Credit: bladerunner8u |
Originally posted on July 12, 2021.
Some stray reflections in the middle of a long hot summer...
It just struck me that the cyclical worldview would, in a sense, "prove" materialism or naturalism. It´s therefore quite ironic that the materialists don´t believe in cyclical history, preferring instead a more linear view, with humans (the only intelligent species) emerging quite late...and then on to the stars. The point, presumably, is that this strongly suggests that humanity is the result of a blind fluke. However, it also sounds an awful lot like teleology!
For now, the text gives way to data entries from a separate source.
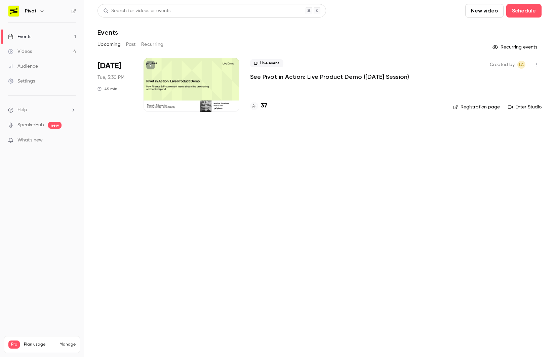 The width and height of the screenshot is (555, 357). What do you see at coordinates (107, 89) in the screenshot?
I see `div: 45 min` at bounding box center [107, 89].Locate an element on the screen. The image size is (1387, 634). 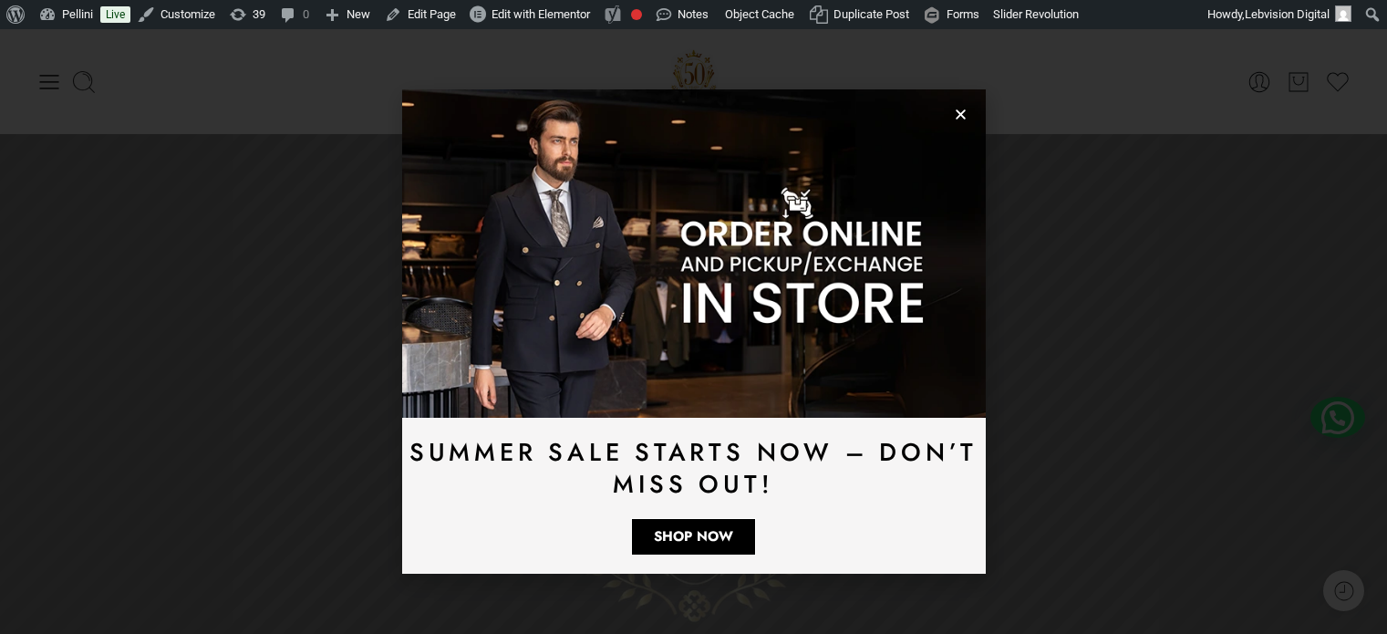
a: Live is located at coordinates (115, 15).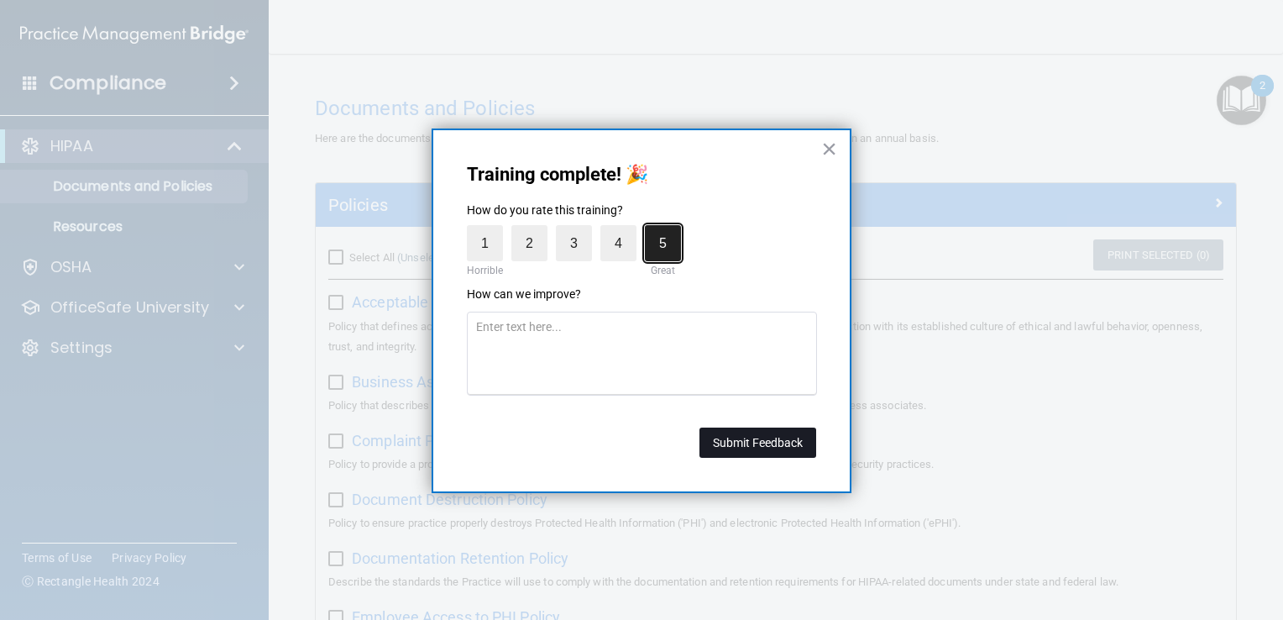  What do you see at coordinates (663, 243) in the screenshot?
I see `label: 5` at bounding box center [663, 243].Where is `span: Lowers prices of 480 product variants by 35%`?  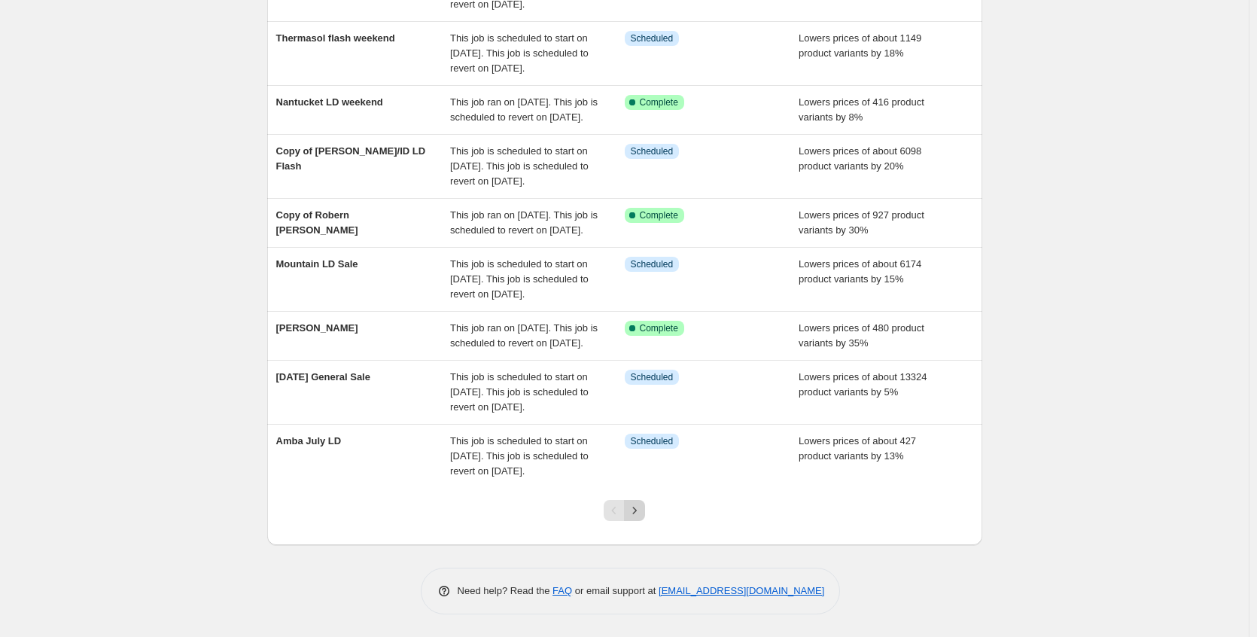 span: Lowers prices of 480 product variants by 35% is located at coordinates (861, 335). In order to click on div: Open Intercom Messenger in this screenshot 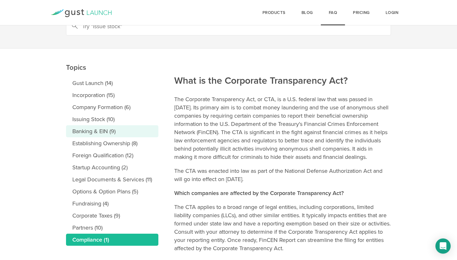, I will do `click(443, 246)`.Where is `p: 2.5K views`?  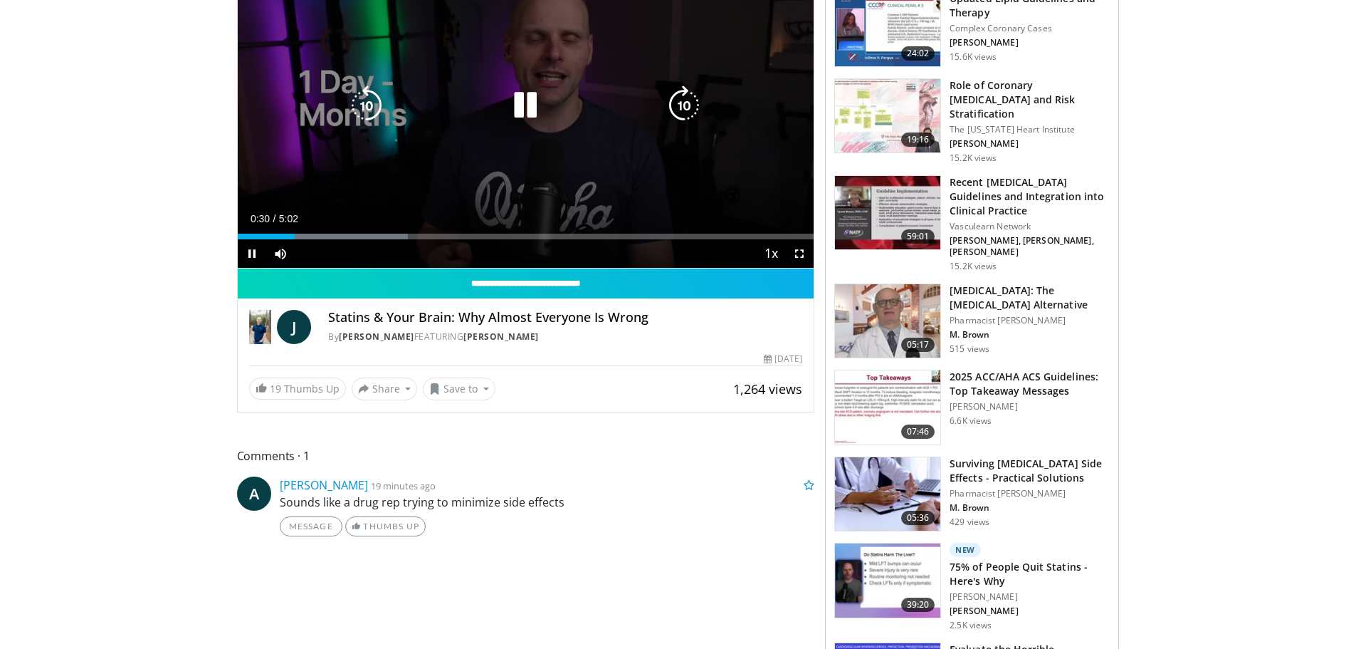 p: 2.5K views is located at coordinates (970, 625).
A cyclical worldview, in which intelligent species appear, disappear and reappear, wouldn´t be what modern materialism expects to find, since it suggests that intelligence is part of the deep structures of the universe. However, it would be *more* compatible than linear crypto-progressive evolution with the denial of teleology. In such a cyclical world, intelligence doesn´t look like a mysterious and very meaningful insertion from without (in other words, dualism and theism), but like just another property of the cosmos, a cosmos that is fundamentally meaningless, with "intelligence" pointing nowhere.
Science would have to become panpsychist to adopt such a perspective, but they could keep the rest - the denial of teleology, of any deeper meaning to existence, and so on. So why haven´t science made this? "Because that´s not where the evidence is pointing". Maybe. Or maybe scientists secretly want evolution to be progressive and teleological, with Homo deus as the endpoint...
Does anyone *really* think scientists take any of that crap about humans just being a bunch of robotic gene complexes, no better than cyanobacteria, seriously? LOL.
Instead, the cyclical scenario is associated with the alternative milieu, where it is part of a worldview often based on spirituality, meaningfulness and even teleology (!). But what would actually happen if somebody finds Atlantis? Nothing much, spiritually speaking, since "Atlantis" would just be another ruin submerged under the Irish Sea. Soon, the alternative crowd would get sick and tired of it, and start chasing after something else. Lemuria, perhaps. Or the man in the Moon. I sometimes suspect that for many of these people, the chase is better than the catch. Am I just wrong, or has the interest in UFOs actually *gone down* after `Oumuamua and the recent USAF disclosure? Mysteries on the verge of getting solved just aren´t that exciting...
Personally, I´m not sure whether the cosmos is cyclical or contingent. Maybe it´s both? However, this is true only on the "horizontal" plane. On the "vertical" plane...well, that´s another story!